I got assisted off the platform, went to the back of the room, and lay on the floor, while I had my wife get my horse liniment, DMSO, and capsaicin, and I applied all liberally to my lower back. Then, I tried to roll it (I don't use a foam roller; I use a 6" diameter PVC pipe; I find it more effective). The liniments and such helped with the pain enough that I could gingerly roll the area, and I was well enough to get through my bench warmups, though I only took 3 different weights.
I completed my benches successfully, but by that time, because you keep a tight arch when doing a powerlift bench, my back was even worse.
By the time it was time for deadlifts, I didn't even warm up. I told the scoring table and judges I was going to just take one, light, token deadlift at around 550lbs (I was going to go for a personal best around 740 at that meet; it wasn't to be).

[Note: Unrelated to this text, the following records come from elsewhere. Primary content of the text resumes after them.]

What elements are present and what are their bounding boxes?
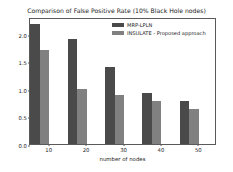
bar bbox=[68, 39, 78, 144]
x-axis-tick-mark bbox=[86, 144, 87, 146]
bar bbox=[30, 24, 40, 144]
bar bbox=[152, 101, 162, 144]
legend-swatch-icon bbox=[112, 31, 124, 35]
x-axis-tick-label: 10 bbox=[45, 147, 52, 153]
chart-title: Comparison of False Positive Rate (10% B… bbox=[0, 7, 233, 14]
x-axis-tick-mark bbox=[123, 144, 124, 146]
x-axis-tick-mark bbox=[48, 144, 49, 146]
legend-item: INSULATE - Proposed approach bbox=[112, 30, 206, 36]
x-axis-tick-label: 40 bbox=[158, 147, 165, 153]
bar bbox=[77, 89, 87, 144]
bar bbox=[189, 109, 199, 144]
bar bbox=[40, 50, 50, 144]
legend-label: MRP-LPLN bbox=[127, 22, 152, 28]
legend: MRP-LPLNINSULATE - Proposed approach bbox=[112, 22, 206, 36]
x-axis-tick-mark bbox=[198, 144, 199, 146]
legend-item: MRP-LPLN bbox=[112, 22, 206, 28]
figure-canvas: Comparison of False Positive Rate (10% B… bbox=[0, 0, 233, 172]
bars-layer bbox=[30, 19, 215, 144]
legend-label: INSULATE - Proposed approach bbox=[127, 30, 206, 36]
x-axis-tick-mark bbox=[160, 144, 161, 146]
x-axis-tick-label: 20 bbox=[83, 147, 90, 153]
x-axis-label: number of nodes bbox=[30, 156, 215, 162]
legend-swatch-icon bbox=[112, 23, 124, 27]
x-axis-tick-label: 30 bbox=[120, 147, 127, 153]
bar bbox=[105, 67, 115, 144]
x-axis-tick-label: 50 bbox=[195, 147, 202, 153]
bar bbox=[180, 101, 190, 144]
y-axis-tick-mark bbox=[28, 146, 30, 147]
bar bbox=[142, 93, 152, 144]
plot-area: False Positive Rate number of nodes 0.00… bbox=[29, 18, 216, 145]
bar bbox=[115, 95, 125, 144]
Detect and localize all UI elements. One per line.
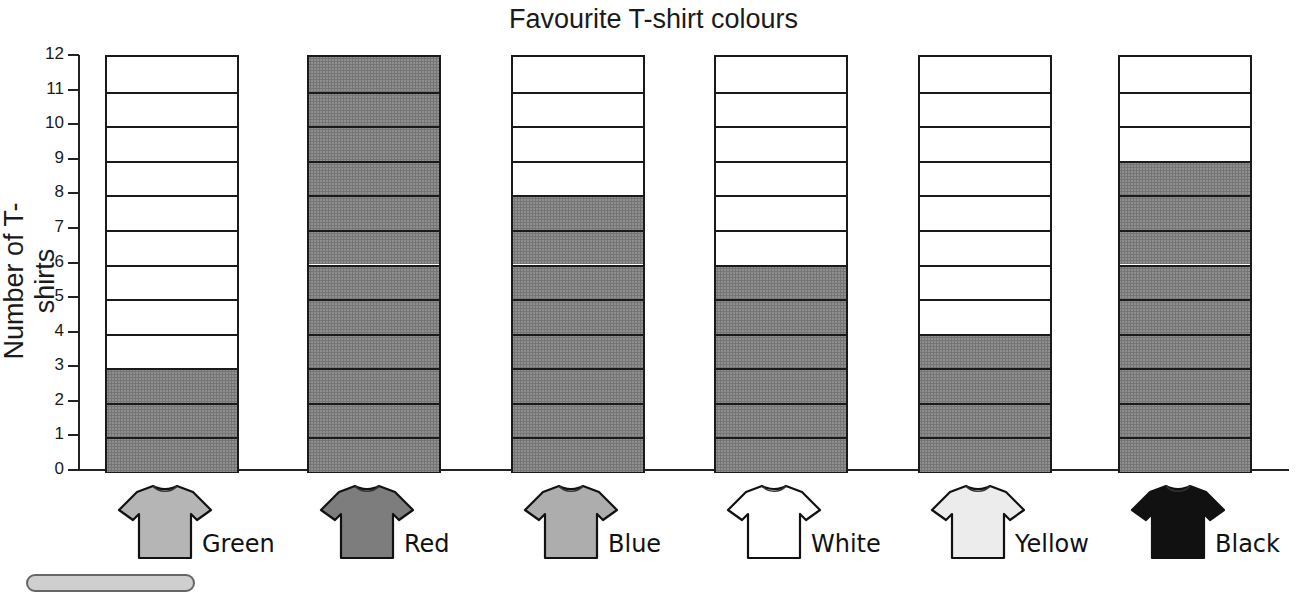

I spent the next two to three years rehabbing my back, and not lifting at all. I refused to get back surgery, because everyone I talked to that'd had surgery for their hernias felt they were worse off after than without the surgery. So, lots and lots of chiropractic work, infrared light therapy, warm castor oil compresses, and stretching, not to mention my wife's infinite patience, and I was more or less healed.
But I hadn't lifted since.
The point is, I've been lifting for quite a while. I regularly walked around around 260lbs with either six-pack or eight-pack abs.
But I hadn't lifted since that day in 2015 that ended my competitive lifting career.
Fast forward to last year (2023), when I attended @Brushbeater's Scout course. It was originally supposed to be both Scout and Recce, but by the last day of Scout, I was out of gas. On the last exercise of the course, our squads decided to assault full-speed up the most grueling hill on his property.
I didn't make it. I got 2/3rds of the way up the hill, and was sucking wind so much I had to stop, and the medics came over to tend to me. I had a (for me) shameful ride in the SxS back to the team room.
I am not a spring chicken. However, I am also not dead yet. I'm in my late 50s. Having spent a decade in peak physical form (for me), that hill kicked me in the nuts and brought me to reality in a way nothing else could.
I was no longer in shape enough to protect myself or my family. I sat, tears in my eyes, telling @VA_minuteman that I cannot let my daughter have to deal with what I worry is coming without me.
You have to understand something about me: I do NOT quit. I do not give up. I consider any such action a VERY personal failure, and I consider it utterly unacceptable.
People generally fall into two camps: those who will accept defeat, and those who absolutely refuse to.
I'm one of the latter.
So, though I had been doing weighted rucks and some gym workouts for several months to get ready for those courses, I realized I was lying to myself.
Right then and there, sitting quietly in the team room by myself, listening to the radio chatter and waiting for the rest of my team to successfully complete the course, I vowed to myself I would not let that F'ing hill beat me.
So I went back to the gym, determined to get back in shape.
That's what I've been doing for the past year.
And here, I'll give you some hard-won wisdom and knowledge from my journey, both over the past year, and since I decided to start lifting decades ago.